I’m going to stray from my normal focus and pen an opinion regarding the recent mass shootings in the United States and the mainstream news media coverage. You may or may not agree with me but the purpose of the post isn’t really intended to have you agree with me, it’s more for me to 1) express my opinion and 2) encourage others to share their opinion.
Why is it that major news media outlets continue to publish the name(s) and or pictures of these villains?
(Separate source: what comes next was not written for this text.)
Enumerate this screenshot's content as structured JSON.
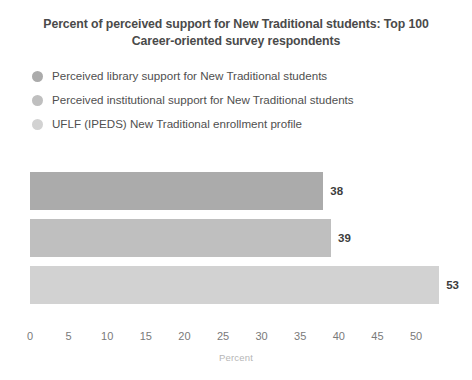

While there is no such thing as the “Mass Shooting Bill”, I would think that common sense would start to prevail after more than 300 recorded mass shootings in the United States already in 2015. Why do the major news media outlets continue to provide a platform to publicize these notorious and infamous villains? I fear the news media inspiring additional copycat killers just so they too can get their 5 minutes of fame. We don’t need to know their name, read their name, hear their name or see their picture. I’m all for the First Amendment here folks but when can we expect common sense and human decency to trump ratings and ad sales. How about exclusively covering the victims, and the so many other lives that are left in shambles.
Cheers!

wireless adapter that was included in the kit I purchased I was quickly able to get the Raspberry Pi to join my WPA2-PSK wireless network. Within 15 minutes I had a X windows desktop (you need to manually start X Windows with ‘startx’ from the command line interface – that reminded me of my early Linux days). I was also able to remotely connect via SSH using PuTTY to the little computer. The Raspberry Pi 2 uses a microSD card as the primary storage filesystem. I was again surprised by the performance of the 8GB Kingston microSD card that was included in the kit. I’ve run a few live Linux distributions from CD/DVD and/or USB flash drives and the performance is always painfully slow. In this case the performance was transparent as the solution just worked and I didn’t need to bother about the bottlenecks because there were no visible performance issues.
I ended up deploying ISC BIND 9.10.2-P3 across a mix of Windows 2003 and Windows 2008 domain controller servers, some 32-bit and some 64-bit.